Planning and designing for social equity requires imagination. It requires a sound assessment of the ground issues allowing ‘just and sustainable’ growth of a city within the bound constraints of its demographic, physical, socio-economic, jurisdictional and financial aspects. An exploratory article like this calls upon further research based on a comprehensive social equity index or benchmark, which can effectively guide India’s future growth and design of new cities particularly the ‘smart’ ones. Such evidence-based policy and design guidance can help designers, planners and decision makers in their efforts towards reducing the divide between smart growth and social justice. Emphasis on equitable processes and outcomes can foster real change that benefits local communities over time.
A framework for social equity, with two key components: planning policies and a design tool-kit, can be seen as the first attempt to initiate thinking and discourses on linking the indispensable but hard-to-materialise concept of social equity to urban design policies and practices. Responsive to the present socio-spatial context, such a framework may evolve or change in tandem with transformations in the society and its relevance may vary with time and context thus requiring regular evaluation of its implementation. A ‘Social Equity Design Tool-Kit’ is beyond the scope of this article.

However, five steps towards effective rights- based planning can certainly be discussed here (See the Framework for Social Equity Diagram).

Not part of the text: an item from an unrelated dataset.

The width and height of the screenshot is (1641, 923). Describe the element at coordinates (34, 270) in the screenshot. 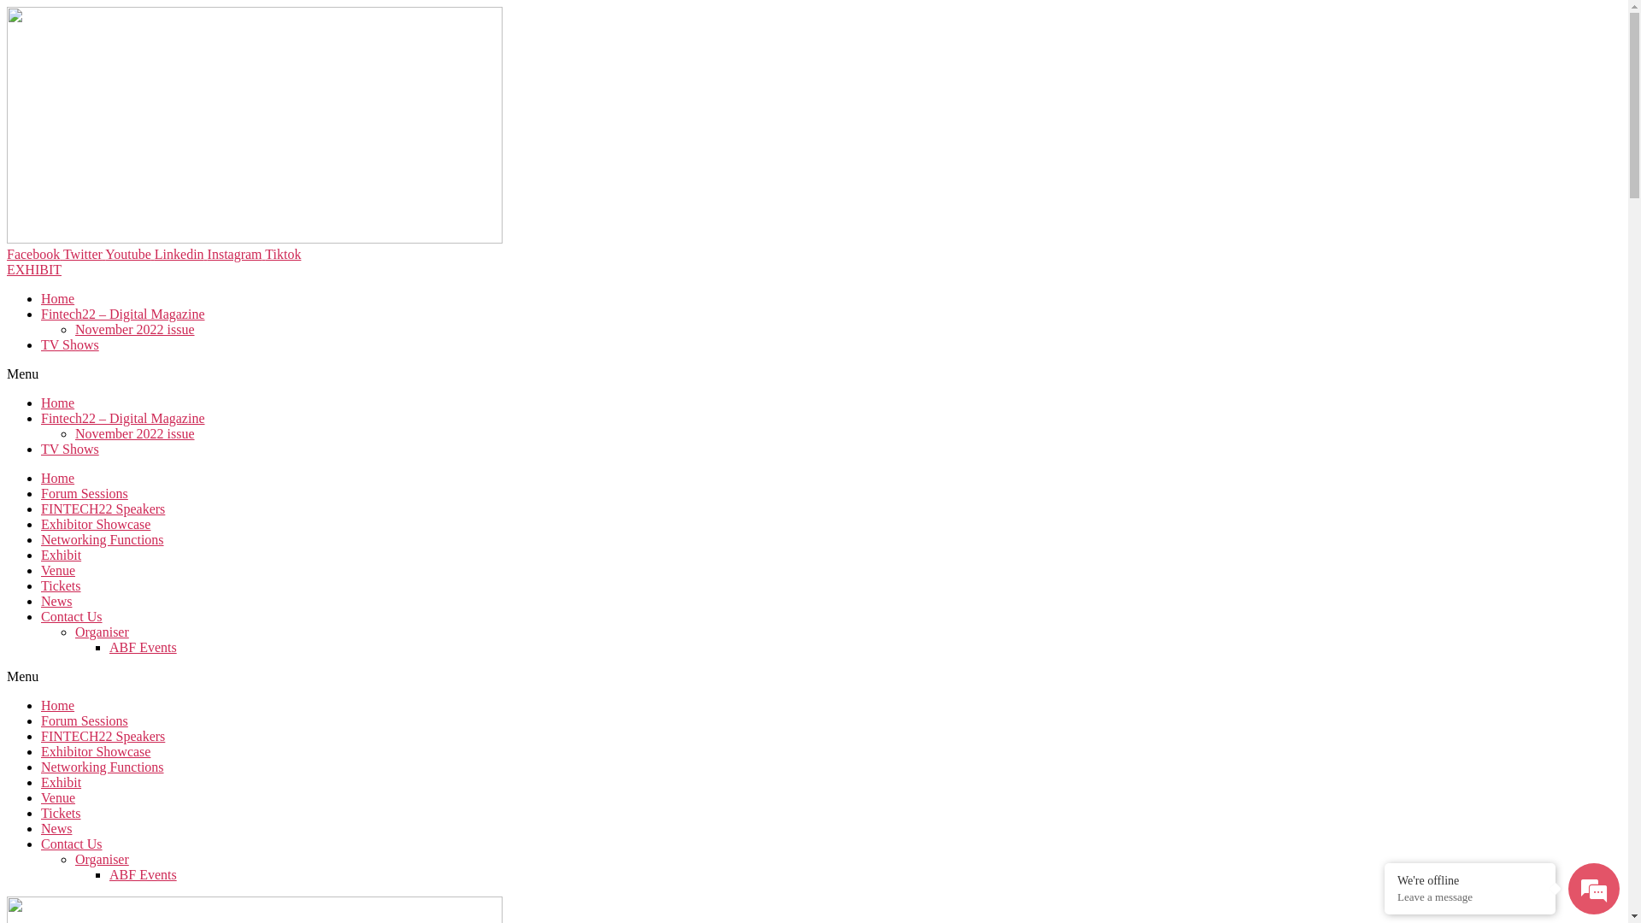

The present contrasting urban forms and socio-spatial shifts threaten the country’s commitment towards inclusive, sustainable urban development by 2030 and its efforts towards becoming a smart, global player. Amidst the rapid expansion of India’s urban areas alongside intense growth of informal neighbourhoods (slums), a framework for social equity in built environment that not only informs the urban practices through micro-level interventions but, also becomes integral to development policies, can be seen as essential to make the country’s urban growth and transition more just and sustainable.
This article advocates urgent and sincere efforts to first contain and then reduce the rising levels of extreme social inequity in the built environment, to make the dream of ‘acchhe din’ (good days) for the 300 million Indians – nearly a quarter of whose population live in informal neighbourhoods in extreme poverty and vulnerability – a reality.